In the 21st century, more attention is drawn to the development of ecological thinking. Instead of explicating treatment of nature, a human being should take care of it. Such a caring attitude should become an educational universal, so it is to be transmitted as value. However, the ecological-discursive paradigm is still problematic in education. Therefore, the objective of the paper is to analyze it as a complex approach in philosophy of education. The paper considers environmental anthropology as the methodological basis of the ecological-discursive paradigm. Ecological culture is analyzed as ethnics of conservation. The paper emphasizes that ecological thinking cannot be developed without changing an epistemological model. Thus, instead of facts and competences, the person’s cognition should be based on values. The paper highlights the idea of diagnostic cognition, which is based on values.

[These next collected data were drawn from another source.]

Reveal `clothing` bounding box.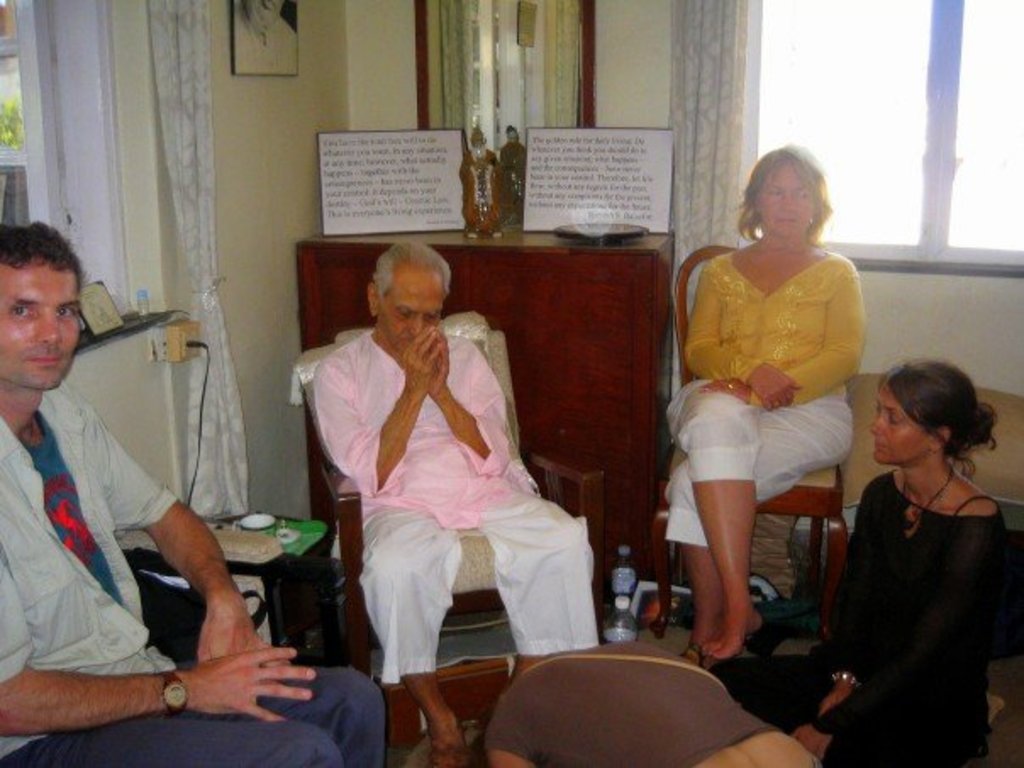
Revealed: pyautogui.locateOnScreen(319, 319, 602, 666).
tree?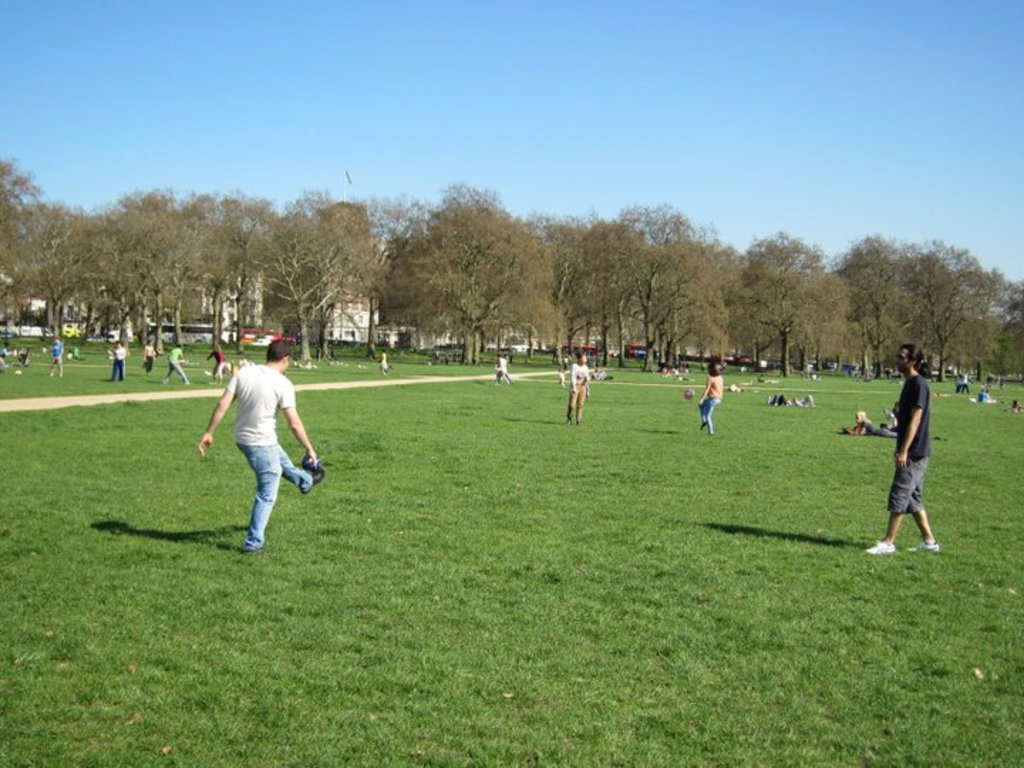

Its development in the process of education is the first step to the ecological-discursive paradigm.


2019 ◽  
Vol 10 (1) ◽  
pp. 29-47
Author(s):  
Veronica Davidov

This literature review of biomimicry and related models of treating nature as a meta-resource on a mega-scale integrates concepts of resources and abundance. Biomimicry, which lies at the intersection of biosciences and industrial design, is a praxis for drawing on designs and processes found in nature and using them as inspirational sources for technologies. Environmental anthropology often focuses on processes such as extraction and commodification that position nature as governed by an economy of scarcity with its existential state characterized by attenuation. The paradigm of biomimicry, on the other hand, construes nature as an infinitely renewable and generative mega-resource and meta-resource, one that is governable by an economy of abundance rather than scarcity. This literature review analyzes intellectual and epistemological trends and frameworks that have served as precursors to and have emerged around biomimicry across disciplines that treat the paradigm of biomimicry as a highly variable epistemological object.